The Political Risks of Separating

(Local) News from Entertainment

Voters no longer rely on daily TV news broadcasts or newspapers to learn about political matters. In 2023, the average American devoted merely 37% of daily media consumption time to traditional media channels, a significant decline from 68% in 2011. This trend reflects a broader change in media markets: where traditional media once bundled news with entertainment—compelling viewers to consume both—digital technologies now enable more granular, independent consumption patterns. Consumers can now selectively subscribe to movie streaming services or specialized news platforms, rendering news and entertainment increasingly economic substitutes. In this paper I show how this decoupling of media consumption can affect political outcomes, focusing on the rent-seeking behavior of politicians. My results are especially relevant for relatively smaller constituencies (subnational: regional or municipal), where political journalism might be at larger risk of bankruptcy than at the national or international level.
Presented at:
Nottingham Interdisciplinary Centre for Economic and Political Research (NICEP) 2024 conference
IX Hurwicz Workshop on Mechanism Design Theory in Warsaw
UniCatt Political Economy Research Day in Milan

Do High-Stakes Exams Deter Women From Studying Further?

Lessons From Economics PhD Programs

with Christina Sarah Hauser
Preregistered #162862 on AsPredicted.org

[draft coming soon]
We constructed a survey targeted to master students at Economics departments in Italy in which we ask about the preferences towards a course assessment during a hypothetical Ph.D. program (the weight 100% put on exams or 50% on exams and 50% on research proposal). Among other outcomes, we estimate a “willingness-to-pay” in the foregone amount of scholarship for a given type of assessment.
Presented at:
Behavioral and Experimental Economics Network (BEEN) workshop, University of Turin

Consequences of the loss of capital status on municipal socio-economic outcomes

Exploiting the administrative reform in Poland in 1999, I aim to examine the impact of losing the status of a regional capital on a set of socio-economic outcomes. Using a novel dataset on circa 800 municiplities in Poland, I aim to build a synthetic diff-in-diff model to estimate the effects causally.
Presented at:
Political Economy reading group at Department of Economics at SciencesPo

Assessing the impact of abortion restrictions on women’s and infant’s health outcomes in Poland

with Monika Raulinajtys-Grzybek and Alessandro Tarozzi
Poland and fourteen U.S. states have restricted abortion in 2021 and 2022, making them the only high-income countries having passed regressive reproduction laws in recent years. In the case of Poland, the abortion law before the restriction had already been one of the strictest in Europe. The 2021 restriction furthermore banned abortions on embryo-pathological grounds, which in 2019 constituted 98% of legal abortions in Poland. Now abortion is only permitted in cases of rape, incest, or a threat to the mother’s health and life. How has this law affected the health outcomes of infants and women? We answer this question with hospital-level data in Poland. This study aims to contribute to the relatively scarce literature on the impact ofrestrictive abortion laws on the health outcomes of both infants and women in a high-income country.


### ACTION ITEM
Which lines in the data below contain the word "Image"? Return each of them.

>>>>

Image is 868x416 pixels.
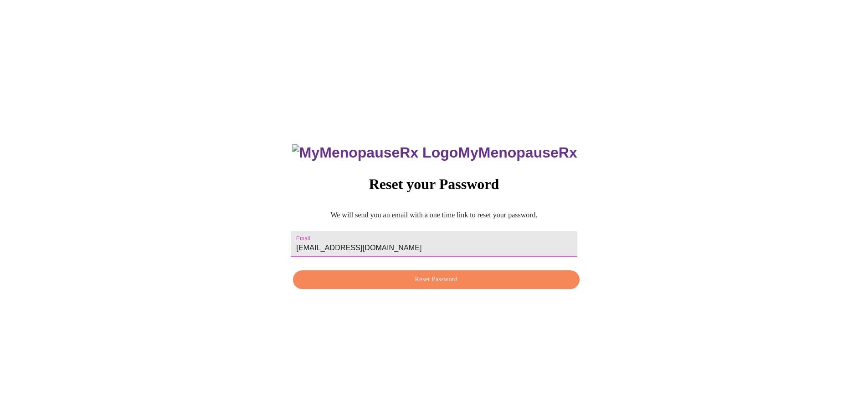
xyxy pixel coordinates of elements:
h3: Reset your Password [291,175,577,193]
p: We will send you an email with a one time link to reset your password. [291,211,577,219]
h3: MyMenopauseRx [292,144,577,161]
span: Reset Password [303,274,569,285]
button: Reset Password [293,271,580,289]
img: MyMenopauseRx Logo [292,144,458,161]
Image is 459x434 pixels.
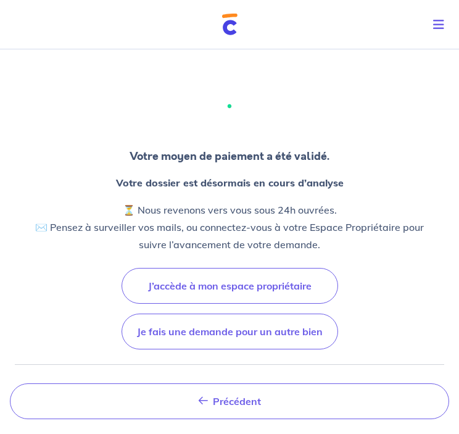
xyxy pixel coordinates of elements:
p: ⏳ Nous revenons vers vous sous 24h ouvrées. ✉️ Pensez à surveiller vos mails, ou connectez-vous à... [25,201,434,253]
img: Cautioneo [222,14,238,35]
p: Votre moyen de paiement a été validé. [130,148,330,164]
span: Précédent [213,395,261,407]
button: Je fais une demande pour un autre bien [122,314,338,349]
button: J’accède à mon espace propriétaire [122,268,338,304]
strong: Votre dossier est désormais en cours d’analyse [116,177,344,189]
img: illu_valid.svg [196,74,263,138]
button: Toggle navigation [423,9,459,41]
button: Précédent [10,383,449,419]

<<<<

### RESULT FOR THIS EXERCISE
Image is 868x416 pixels.
Image is 459x434 pixels.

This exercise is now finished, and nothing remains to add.